“I say, Ruby,” he whispered, “the room over here is quite—”
“I know,” she said. “So is the kitchen. They’re gone, Bertrand, quite gone, and we’ve had all our trouble for nothing. It’s too bad.”
“They!” repeated Bertrand, “you can’t say they, when you know that Winfried is locked up in the turret-room.”
“Oh,” exclaimed Ruby starting, “I quite forgot. He must have hidden his grandfather somewhere. And yet I don’t see how they could have managed it so quietly. We always know when any of the village people are moving their furniture; they send to borrow our carts.”
“Well,” said Bertrand, “there’s one thing certain. If you didn’t believe it before, you must now; I should think even Mavis would—the old fellow is a wizard, and so’s his precious grandson.”

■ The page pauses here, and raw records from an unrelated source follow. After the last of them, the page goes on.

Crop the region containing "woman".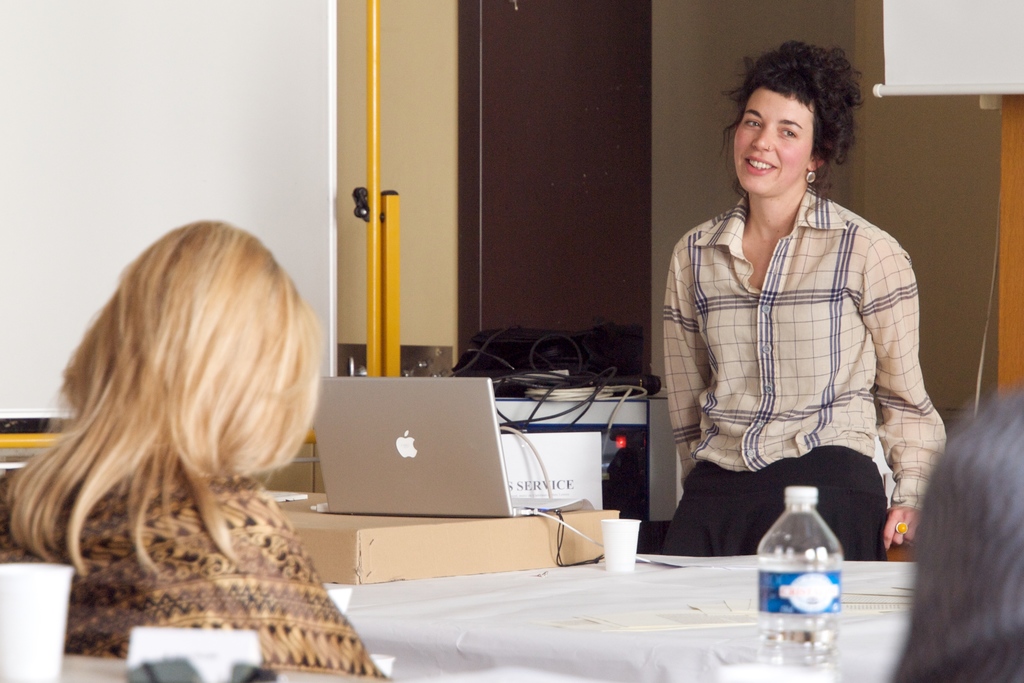
Crop region: select_region(660, 36, 959, 558).
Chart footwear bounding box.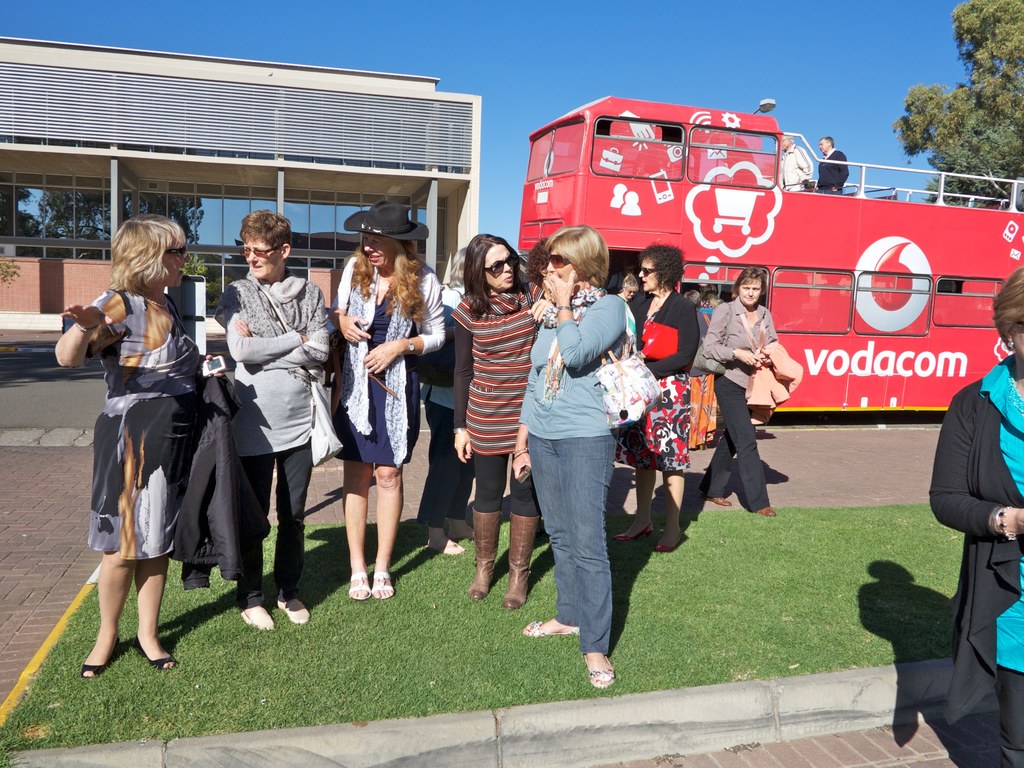
Charted: Rect(524, 621, 579, 637).
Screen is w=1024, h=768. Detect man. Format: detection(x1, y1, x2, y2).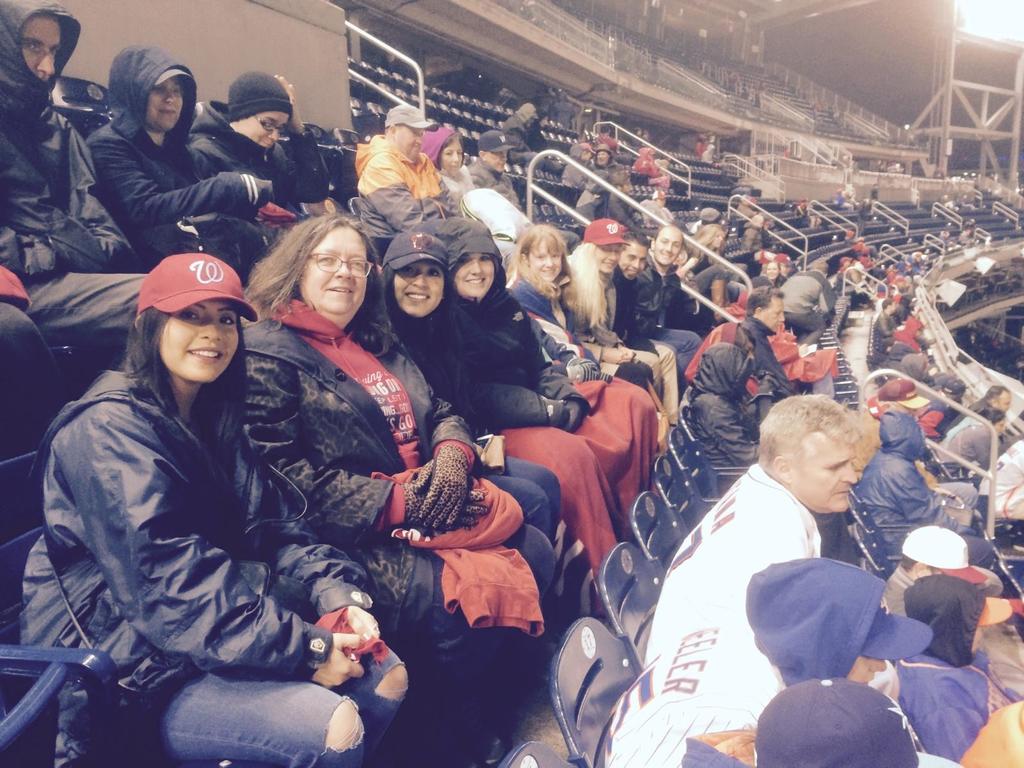
detection(942, 383, 1012, 434).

“Shall we go into the house?” said Ruby, though she looked half afraid to do so.
“Isn’t the door locked?” said Bertrand, trying it as he spoke. It yielded to his touch; he went in, followed, though tremblingly, by Ruby.
But after all there was little or nothing to see; the three rooms, though scrupulously clean, even the windows shining bright and polished, were perfectly empty. As the children strolled back to the kitchen, annoyed and disappointed, feeling, to tell the truth, rather small, something caught Ruby’s eye in one corner of the room. It was a small object, gleaming bright and blue on the white stones of the floor. She ran forward and picked it up, it was a tiny bunch of forget-me-nots tied with a scrap of ribbon; the same large brilliant kind of forget-me-not as those which she and Mavis had so admired on their first visit to the now deserted cottage. She gave a little cry.
“Look, Bertrand,” she said, “they can’t have been long gone. These flowers are quite fresh. I wonder where they came from. They must have been growing in a pot in the house, for there are none in the garden. I looked as we came through.”
Bertrand glanced at the flowers carelessly.